Wednesday, 2 October 2013

Sleeping fast... if you want it and remember...

Dear reader,

how about this: a night owl writes about how to fall asleep fast. Well, that's me right now, right here! I like the night, because it's quiet, calm and peaceful. The hectic of the day is gone. I get creative a lot of times at night.

Actually much like with my current way of dealing with pain, my fast sleep method is borrowed. It's an idea I heard from Richard Bandler. He says, the problem insomniacs have is that they give themselves bad suggestions. They talk to themselves in their head in a fast and hectic voice ("Talk to themselves in their head? I don't do that!" That's exactly the talking in your head I'm writing about.) and go on about "can't get to sleep" on and on. Of course you're never going to get to sleep that way! It comes close to the old "don't think of a pink elephant". Okay, you may also keep yourself awake thinking about the past or the future or both. Whatever it is, it's no good, because you're keeping yourself awake when you should sleep!

So Bandler's idea is to slow down your inner voice. I don't think I've talked about this to someone face to face yet. It was always online somehow. Lately what I think worked best as an explaination is to remind people of when one person starts yawning, you start yawning, too. So if you talk fast, you can't get to sleep. Slow down your inner voice, make it sleepy and you'll fall asleep with it.

If people say they have trouble falling asleep, I always ask them what's going on in their head. So I don't right away go into "slow down your dialogue". I had one person, who told me that she saw images in her head. Like a movie where she'd "replay" the day or see what would be happening the next day and stuff like that. I told her to slow down the movie. Make it slow motion, like they did with the Matrix movies in the fight scenes. Slow it all down. I don't know if Bandler ever suggested that. I only remember him talking about the dialogue. But it made sense to me to tell her to slow down the movie, if she had pictures in her head.

I sometimes lay in bed late at night and can't get to sleep, mind you. This technique is something that requires discipline. When I can't get to sleep, I don't look at the clock. I know it'll only make it worse. It'll start me going: "Oh my, it's x now. I really have to go to sleep now!" It's useless dialogue, so I don't even go there and don't check on the time. Instead I go: "There you are again. You know what to do." And even with the second sentence, I'll start slowing down. I may even go back to other thoughts I've been thinking, but it'll be slow and maybe a yawn or two as well...

Like with many other NLP techniques, it's all about hitting that point of "Stop it. I want something else." Sometimes it even takes me some time to get to that point. But when I do, I get to sleep quite fast from there on.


_Task to carry out_
If a picture appears among the records, leave it out and set down everything else exactly as it stands.

_Supplied data_

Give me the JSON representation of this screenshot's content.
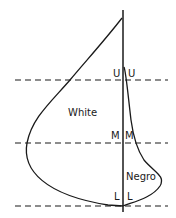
{
  "diagram": {
    "type": "comparative distribution outline",
    "regions": {
      "white_label": "White",
      "negro_label": "Negro"
    },
    "levels": {
      "upper": {
        "left": "U",
        "right": "U"
      },
      "middle": {
        "left": "M",
        "right": "M"
      },
      "lower": {
        "left": "L",
        "right": "L"
      }
    },
    "colors": {
      "line": "#1a1a1a",
      "background": "#ffffff"
    }
  }
}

_Written answer_
Give me the JSON representation of this screenshot's content.
{
  "diagram": {
    "type": "comparative distribution outline",
    "regions": {
      "white_label": "White",
      "negro_label": "Negro"
    },
    "levels": {
      "upper": {
        "left": "U",
        "right": "U"
      },
      "middle": {
        "left": "M",
        "right": "M"
      },
      "lower": {
        "left": "L",
        "right": "L"
      }
    },
    "colors": {
      "line": "#1a1a1a",
      "background": "#ffffff"
    }
  }
}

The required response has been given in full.